Medical expert’s affidavit in opposition to summary judgment fails to establish a triable issue on causation because it is “purely conclusory”

This case points up the extreme care and attention to detail that a plaintiff’s attorney must exercise in reviewing an expert’s affidavit in opposition to summary judgment.  The case is Fernandez v. Alexander (Calif. Ct. of Appeal, 2nd Div., 1/28/2019), https://www.courts.ca.gov/opinions/documents/B283949.PDF.  The plaintiff was referred to the defendant, an orthopedic hand surgeon, for treatment of a displaced fracture of the left wrist.  The options were surgery and casting; the defendant recommended the latter.  When the cast was removed, the plaintiff’s hand was deformed (dorsal angulation).  The plaintiff claimed that the defendant should have recommended surgery and that casting caused the deformity to be significantly worse than it would otherwise have been.

The defendant moved for summary judgment.  The affidavit of the defendant’s expert opined that casting and surgery were equally acceptable treatments under the standard of care.  He further opined that “nothing [defendant] did or failed to do caused plaintiff any harm or injury.  The callous formation and dorsal angulation of the patient’s hand…was a potential outcome of both casting and/or surgical intervention.”

The plaintiff’s expert’s affidavit in opposition opined that “the standard of care required [defendant] to discuss and recommend surgical intervention for the open repair with internal fixation [ORIF] of the left wrist to correct the displacement,” and therefore the defendant breached the standard of care by recommending casting.  Thus, the plaintiff established a triable issue of material fact on the standard of care issue.  But the trial court ruled, and the court of appeal agreed, that the affidavit fell short on the issue of causation:

[W]hen an expert’s opinion is purely conclusory because unaccompanied by a reasoned explanation connecting the factual predicates to the ultimate conclusion, that opinion has no evidentiary value…. Regarding causation, the plaintiff must offer an expert opinion that contains a reasoned explanation illuminating why the facts have convinced the expert, and therefore should convince the jury, that it is more probable than not the negligent act was a cause-in-fact of the plaintiff’s injury.  On the causation issue, [the plaintiff’s expert] simply stated that, based on the records and his training and experience, his opinion, based on a reasonable degree of medical probability, was that defendant’s care and treatment “caused Plaintiff’s further deformity of her left wrist.”   Notably, [the plaintiff’s expert] does not opine that surgery would have produced a better outcome.  [He] does not challenge or even address [the defense expert’s] opinion that what happened to plaintiff’s hand (the callous formation and dorsal angulation) was a potential outcome of both treatments.  In short, he offered no reasoned explanation connecting the factual predicates to the ultimate conclusion, and that is the very definition of a purely conclusory opinion.  (Internal quotation marks and citations omitted; emphasis added.)

I don’t know whether what’s involved here is careless drafting of the affidavit or careless editing, or if the plaintiff’s expert was simply unwilling to provide the necessary opinion on causation (that surgery would probably have resulted in a better outcome) and the attorney had no choice but to take a chance with the best language he could get from the expert.  One wonders, though, why the plaintiff’s expert would be reluctant to say that surgery would probably have produced a better outcome, when he had no hesitation in saying straightforwardly that the standard of care required the defendant to recommend surgery.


### Problem to work on
From the entries that follow, pick out all lines holding "Rosette".
::: Record extracts
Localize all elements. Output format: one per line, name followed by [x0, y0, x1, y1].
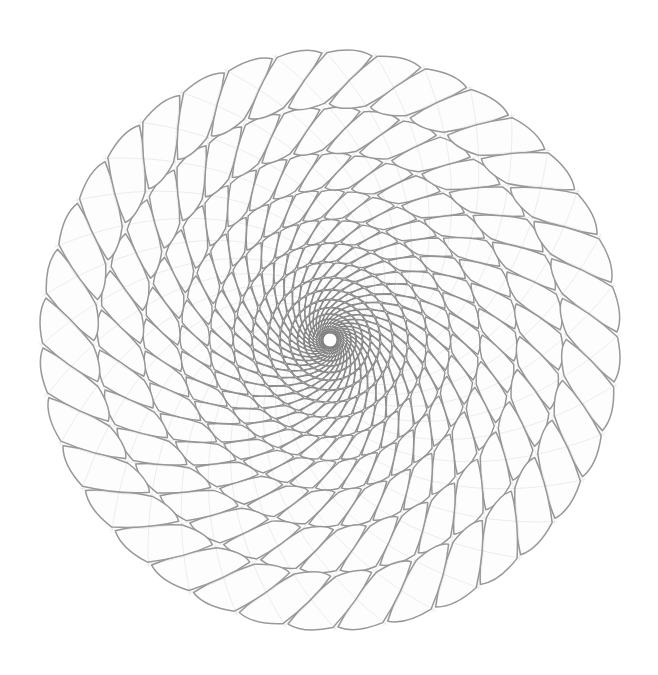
- figure-canvas: Spiral Rosette Lattice Radial sunflower-…: [0, 0, 658, 675]
- spiral-rosette-figure: Spiral Rosette Lattice Radial sunflower-…: [0, 0, 658, 675]
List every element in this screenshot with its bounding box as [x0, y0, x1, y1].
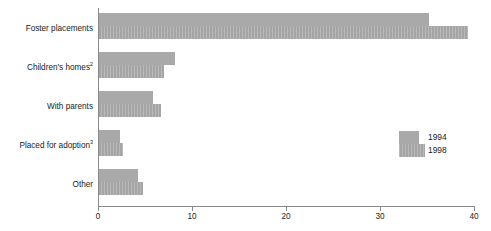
- legend: 1994 1998: [399, 131, 489, 159]
- legend-swatch-icon: [399, 131, 419, 144]
- bar-1994: [98, 169, 138, 182]
- legend-label: 1994: [428, 131, 447, 144]
- category-label-text: Other: [73, 180, 93, 189]
- category-label: Foster placements: [26, 24, 93, 34]
- legend-swatch-icon: [399, 144, 425, 157]
- y-axis-line: [98, 8, 99, 206]
- bar-1998: [98, 182, 143, 195]
- x-tick-label: 30: [375, 212, 384, 221]
- category-label: With parents: [47, 102, 93, 112]
- legend-label: 1998: [428, 144, 447, 157]
- x-tick-label: 0: [96, 212, 101, 221]
- x-tick-label: 10: [187, 212, 196, 221]
- bar-1994: [98, 13, 429, 26]
- bar-1994: [98, 130, 120, 143]
- category-label: Other: [73, 180, 93, 190]
- category-label-text: Foster placements: [26, 24, 93, 33]
- x-tick: [474, 207, 475, 211]
- plot-area: [98, 0, 474, 231]
- x-tick: [192, 207, 193, 211]
- category-label-text: With parents: [47, 102, 93, 111]
- x-tick: [98, 207, 99, 211]
- bar-1998: [98, 65, 164, 78]
- bar-1994: [98, 52, 175, 65]
- category-label-text: Children's homes: [27, 63, 90, 72]
- category-label: Children's homes2: [27, 63, 93, 73]
- bar-1998: [98, 26, 468, 39]
- bar-1998: [98, 104, 161, 117]
- x-tick: [286, 207, 287, 211]
- category-label-text: Placed for adoption: [19, 141, 90, 150]
- bar-chart: Foster placements Children's homes2 With…: [0, 0, 491, 231]
- category-footnote: 2: [90, 61, 93, 67]
- x-tick-label: 40: [469, 212, 478, 221]
- x-tick-label: 20: [281, 212, 290, 221]
- x-tick: [380, 207, 381, 211]
- category-footnote: 3: [90, 139, 93, 145]
- bar-1994: [98, 91, 153, 104]
- bar-1998: [98, 143, 123, 156]
- category-label: Placed for adoption3: [19, 141, 93, 151]
- category-axis-labels: Foster placements Children's homes2 With…: [0, 0, 93, 231]
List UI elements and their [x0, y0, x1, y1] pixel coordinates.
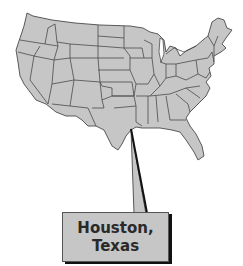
location-callout: Houston, Texas [62, 212, 169, 262]
callout-city: Houston, [77, 219, 153, 237]
callout-state: Texas [92, 237, 139, 255]
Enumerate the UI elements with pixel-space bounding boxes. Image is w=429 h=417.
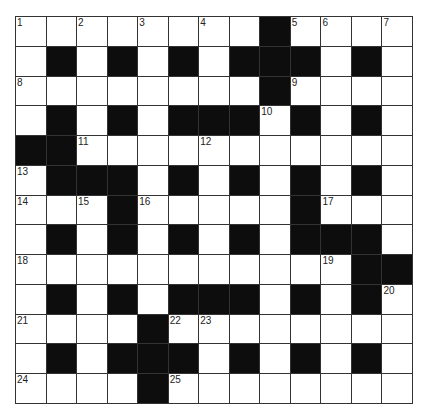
answer-cell[interactable] — [260, 136, 290, 165]
answer-cell[interactable] — [108, 255, 138, 284]
answer-cell[interactable] — [321, 77, 351, 106]
answer-cell[interactable] — [352, 77, 382, 106]
answer-cell[interactable] — [199, 255, 229, 284]
answer-cell[interactable] — [108, 136, 138, 165]
answer-cell[interactable] — [138, 136, 168, 165]
answer-cell[interactable]: 3 — [138, 17, 168, 46]
answer-cell[interactable]: 25 — [169, 374, 199, 403]
answer-cell[interactable] — [321, 315, 351, 344]
answer-cell[interactable] — [77, 374, 107, 403]
answer-cell[interactable]: 5 — [291, 17, 321, 46]
answer-cell[interactable] — [260, 225, 290, 254]
answer-cell[interactable]: 20 — [382, 285, 412, 314]
answer-cell[interactable]: 11 — [77, 136, 107, 165]
answer-cell[interactable]: 10 — [260, 106, 290, 135]
answer-cell[interactable] — [108, 315, 138, 344]
answer-cell[interactable]: 23 — [199, 315, 229, 344]
answer-cell[interactable] — [321, 344, 351, 373]
answer-cell[interactable]: 17 — [321, 196, 351, 225]
answer-cell[interactable] — [138, 285, 168, 314]
answer-cell[interactable] — [138, 255, 168, 284]
answer-cell[interactable] — [291, 315, 321, 344]
answer-cell[interactable] — [16, 225, 46, 254]
answer-cell[interactable] — [77, 77, 107, 106]
answer-cell[interactable] — [108, 374, 138, 403]
answer-cell[interactable]: 2 — [77, 17, 107, 46]
answer-cell[interactable] — [382, 374, 412, 403]
answer-cell[interactable] — [77, 255, 107, 284]
answer-cell[interactable] — [291, 255, 321, 284]
answer-cell[interactable] — [199, 47, 229, 76]
answer-cell[interactable]: 4 — [199, 17, 229, 46]
answer-cell[interactable] — [199, 374, 229, 403]
answer-cell[interactable]: 9 — [291, 77, 321, 106]
answer-cell[interactable] — [260, 315, 290, 344]
answer-cell[interactable] — [260, 285, 290, 314]
answer-cell[interactable] — [230, 17, 260, 46]
answer-cell[interactable] — [321, 106, 351, 135]
answer-cell[interactable] — [352, 374, 382, 403]
answer-cell[interactable]: 8 — [16, 77, 46, 106]
answer-cell[interactable] — [108, 17, 138, 46]
answer-cell[interactable] — [199, 196, 229, 225]
answer-cell[interactable] — [382, 225, 412, 254]
answer-cell[interactable] — [321, 166, 351, 195]
answer-cell[interactable] — [108, 77, 138, 106]
answer-cell[interactable] — [77, 285, 107, 314]
answer-cell[interactable] — [230, 374, 260, 403]
answer-cell[interactable]: 1 — [16, 17, 46, 46]
answer-cell[interactable] — [260, 166, 290, 195]
answer-cell[interactable] — [138, 47, 168, 76]
answer-cell[interactable] — [230, 315, 260, 344]
answer-cell[interactable]: 24 — [16, 374, 46, 403]
answer-cell[interactable] — [321, 136, 351, 165]
answer-cell[interactable] — [16, 285, 46, 314]
answer-cell[interactable] — [47, 77, 77, 106]
answer-cell[interactable]: 6 — [321, 17, 351, 46]
answer-cell[interactable] — [47, 255, 77, 284]
answer-cell[interactable] — [169, 77, 199, 106]
answer-cell[interactable] — [260, 374, 290, 403]
answer-cell[interactable] — [382, 106, 412, 135]
answer-cell[interactable] — [321, 374, 351, 403]
answer-cell[interactable]: 16 — [138, 196, 168, 225]
answer-cell[interactable] — [138, 166, 168, 195]
answer-cell[interactable] — [47, 196, 77, 225]
answer-cell[interactable] — [47, 17, 77, 46]
answer-cell[interactable] — [352, 17, 382, 46]
answer-cell[interactable] — [382, 77, 412, 106]
answer-cell[interactable] — [260, 196, 290, 225]
answer-cell[interactable] — [169, 136, 199, 165]
answer-cell[interactable] — [169, 196, 199, 225]
answer-cell[interactable] — [230, 196, 260, 225]
answer-cell[interactable] — [16, 47, 46, 76]
answer-cell[interactable]: 12 — [199, 136, 229, 165]
answer-cell[interactable] — [77, 47, 107, 76]
answer-cell[interactable] — [77, 344, 107, 373]
answer-cell[interactable] — [352, 196, 382, 225]
answer-cell[interactable] — [230, 77, 260, 106]
answer-cell[interactable] — [16, 344, 46, 373]
answer-cell[interactable]: 21 — [16, 315, 46, 344]
answer-cell[interactable] — [230, 136, 260, 165]
answer-cell[interactable] — [77, 225, 107, 254]
answer-cell[interactable] — [352, 315, 382, 344]
answer-cell[interactable] — [169, 17, 199, 46]
answer-cell[interactable]: 19 — [321, 255, 351, 284]
answer-cell[interactable] — [230, 255, 260, 284]
answer-cell[interactable]: 13 — [16, 166, 46, 195]
answer-cell[interactable] — [321, 285, 351, 314]
answer-cell[interactable] — [260, 255, 290, 284]
answer-cell[interactable]: 14 — [16, 196, 46, 225]
answer-cell[interactable] — [382, 166, 412, 195]
answer-cell[interactable] — [77, 106, 107, 135]
answer-cell[interactable]: 7 — [382, 17, 412, 46]
answer-cell[interactable] — [138, 225, 168, 254]
answer-cell[interactable] — [321, 47, 351, 76]
answer-cell[interactable] — [382, 315, 412, 344]
answer-cell[interactable] — [199, 166, 229, 195]
answer-cell[interactable] — [47, 315, 77, 344]
answer-cell[interactable] — [291, 136, 321, 165]
answer-cell[interactable] — [199, 225, 229, 254]
answer-cell[interactable] — [47, 374, 77, 403]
::::::
### Written answer
- figure-canvas: Spiral Rosette Lattice Radial sunflower-…: [0, 0, 658, 675]
- spiral-rosette-figure: Spiral Rosette Lattice Radial sunflower-…: [0, 0, 658, 675]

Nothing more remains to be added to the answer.